Designing Pedagogical Approaches for Today’s Student

“As educators, we need to lead the way and design our pedagogical approaches for the students we have, not the students we wish we had,” writes Sara Goldrick-Rab, founder of the Hope Center for College, Community, and Justice and professor of higher-education policy and sociology at Temple University, and Jesse Stommel, executive director of the division of teaching and learning technologies at the University of Mary Washington, in a recent op-ed in The Chronicle of Higher Education. In the article, the pair rebuts an essay published last month in The Chronicle by Nancy Bunge, “Students Evaluating Teachers Doesn’t Just Hurt Teachers. It Hurts Students.” Bunge in her essay attacks student evaluations, arguing that the “unearned arrogance encouraged by the heavy reliance on student evaluations helps produce passive, even contemptuous students who undermine the spirit of the class and lower its quality for everyone.”

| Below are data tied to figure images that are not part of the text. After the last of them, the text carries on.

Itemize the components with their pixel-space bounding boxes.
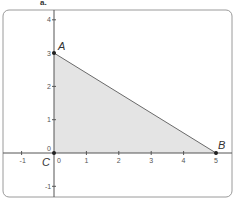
y-tick-label: 4 [47, 16, 51, 23]
y-tick-label: 2 [47, 83, 51, 90]
point-b-label: B [218, 139, 225, 151]
y-tick-label: 3 [47, 50, 51, 57]
point-b [214, 151, 218, 155]
y-tick-label: 0 [47, 145, 51, 152]
point-a-label: A [57, 40, 65, 52]
x-tick-label: 5 [214, 157, 218, 164]
point-c [52, 151, 56, 155]
x-tick-label: 4 [182, 157, 186, 164]
x-tick-label: 2 [117, 157, 121, 164]
point-c-label: C [42, 156, 50, 168]
y-tick-label: -1 [45, 183, 51, 190]
x-tick-label: 3 [149, 157, 153, 164]
x-tick-label: -1 [20, 157, 26, 164]
point-a [52, 51, 56, 55]
x-tick-label: 1 [84, 157, 88, 164]
figure-label: a. [40, 0, 47, 7]
coordinate-plane-figure: a. -1012345 -101234 A B C [0, 0, 235, 202]
y-tick-label: 1 [47, 116, 51, 123]
x-tick-label: 0 [57, 157, 61, 164]
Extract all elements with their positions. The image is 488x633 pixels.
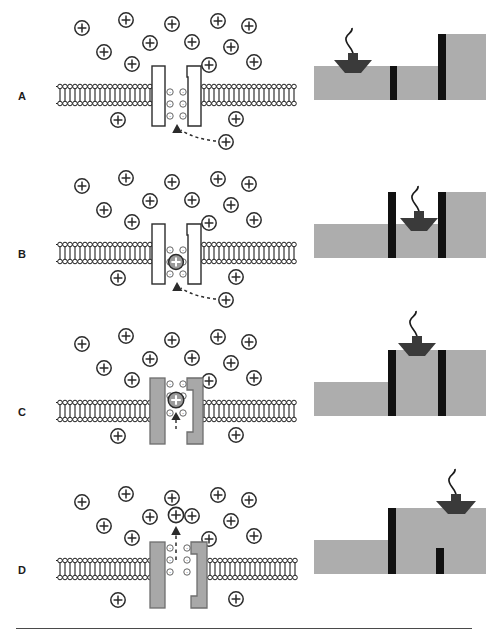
ion-cation — [247, 529, 261, 543]
ion-cation — [224, 198, 238, 212]
lipid-bilayer-right — [200, 84, 296, 106]
ion-cation — [242, 335, 256, 349]
panel-d-lock-view — [312, 474, 488, 632]
panel-a-membrane-view: - - - - - - — [40, 0, 310, 158]
panel-label-d: D — [18, 564, 26, 576]
ion-cation — [242, 177, 256, 191]
lipid-bilayer-left — [56, 400, 152, 422]
extracellular-ions-c — [75, 329, 261, 388]
ion-cation — [75, 21, 89, 35]
channel-protein-left-subunit — [152, 224, 165, 284]
ion-cation — [185, 35, 199, 49]
ion-cation — [229, 592, 243, 606]
channel-protein-right-subunit — [187, 66, 201, 126]
ion-cation — [111, 113, 125, 127]
lock-water-low-left — [314, 66, 442, 100]
channel-protein-left-subunit — [150, 378, 165, 444]
ion-cation — [211, 14, 225, 28]
lipid-bilayer-right — [200, 242, 296, 264]
ion-cation — [185, 509, 199, 523]
lipid-bilayer-right — [206, 558, 297, 580]
lock-gate-left-up — [388, 508, 396, 574]
ion-cation — [143, 510, 157, 524]
ion-cation — [165, 491, 179, 505]
ion-cation — [119, 13, 133, 27]
ion-cation — [202, 216, 216, 230]
ion-cation — [211, 172, 225, 186]
ion-cation — [125, 373, 139, 387]
extracellular-ions-a — [75, 13, 261, 72]
ion-cation — [242, 19, 256, 33]
figure-bottom-rule — [16, 628, 472, 629]
lock-water-high-right — [442, 350, 486, 416]
ion-cation — [165, 17, 179, 31]
ion-cation — [224, 40, 238, 54]
ion-cation — [111, 593, 125, 607]
channel-protein-right-subunit — [187, 378, 203, 444]
panel-label-a: A — [18, 90, 26, 102]
ion-cation-released — [168, 507, 183, 522]
ion-cation — [125, 531, 139, 545]
ion-cation — [229, 270, 243, 284]
ion-cation — [165, 175, 179, 189]
panel-a-lock-view — [312, 0, 488, 158]
ion-cation — [75, 337, 89, 351]
ion-cation-bound-in-pore — [169, 255, 184, 270]
pore-negative-charges: - - - - - - — [167, 545, 190, 575]
ion-cation — [111, 429, 125, 443]
ion-cation — [119, 329, 133, 343]
boat-icon — [334, 28, 372, 73]
lock-gate-left-up — [388, 350, 396, 416]
ion-cation — [97, 519, 111, 533]
boat-icon — [436, 469, 476, 514]
panel-d: D — [0, 474, 488, 632]
lock-water-high-right — [442, 192, 486, 258]
ion-cation — [211, 488, 225, 502]
ion-channel-lock-analogy-figure: A — [0, 0, 488, 633]
channel-protein-right-subunit — [187, 224, 201, 284]
channel-protein-left-subunit — [150, 542, 165, 608]
ion-cation — [202, 374, 216, 388]
lipid-bilayer-left — [56, 242, 152, 264]
panel-b-membrane-view: - - - - - - — [40, 158, 310, 316]
ion-cation — [247, 213, 261, 227]
lock-gate-right-down — [436, 548, 444, 574]
ion-exit-arrow-d — [171, 526, 181, 560]
ion-cation — [185, 351, 199, 365]
ion-cation — [75, 179, 89, 193]
lock-gate-right-up — [438, 34, 446, 100]
extracellular-ions-b — [75, 171, 261, 230]
ion-cation — [75, 495, 89, 509]
panel-d-membrane-view: - - - - - - — [40, 474, 310, 632]
lock-water-low-left — [314, 540, 394, 574]
panel-label-c: C — [18, 406, 26, 418]
lock-gate-right-up — [438, 192, 446, 258]
ion-cation — [229, 428, 243, 442]
boat-icon — [400, 186, 438, 231]
panel-c-membrane-view: - - - - - - — [40, 316, 310, 474]
ion-cation-approaching — [219, 135, 233, 149]
ion-cation — [119, 487, 133, 501]
ion-cation-approaching — [219, 293, 233, 307]
ion-cation — [143, 36, 157, 50]
ion-cation — [111, 271, 125, 285]
ion-cation — [247, 371, 261, 385]
ion-cation-bound-in-pore — [168, 392, 184, 408]
panel-a: A — [0, 0, 488, 158]
ion-cation — [224, 356, 238, 370]
ion-cation — [125, 215, 139, 229]
boat-icon — [398, 311, 436, 356]
ion-cation — [247, 55, 261, 69]
lock-gate-right-up — [438, 350, 446, 416]
ion-cation — [119, 171, 133, 185]
ion-cation — [165, 333, 179, 347]
lipid-bilayer-left — [56, 558, 152, 580]
ion-cation — [97, 45, 111, 59]
ion-cation — [185, 193, 199, 207]
lock-gate-left-up — [388, 192, 396, 258]
lock-chamber-water-high — [390, 350, 440, 416]
channel-protein-left-subunit — [152, 66, 165, 126]
panel-c-lock-view — [312, 316, 488, 474]
ion-cation — [202, 58, 216, 72]
ion-cation — [229, 112, 243, 126]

Today’s college students face more challenges than previous generations and faculty must respond with inclusive and compassionate teaching, the Goldrick-Rab and Stommel write in the op-ed. They agree that student evaluations on sites such as Rate My Professors are inherently flawed, but they also write that students should not be blamed. Rather, faculty and universities should concentrate on ways to incorporate students’ voices into decision-making. “We need more, not fewer, ways to listen for the voices of students reflecting on education. We need more, not fewer, ways to include students in conversations about the future of teaching and learning in college. These conversations cannot begin by sending a signal to students that their voices don’t matter,” write Goldrick-Rab and Stommel.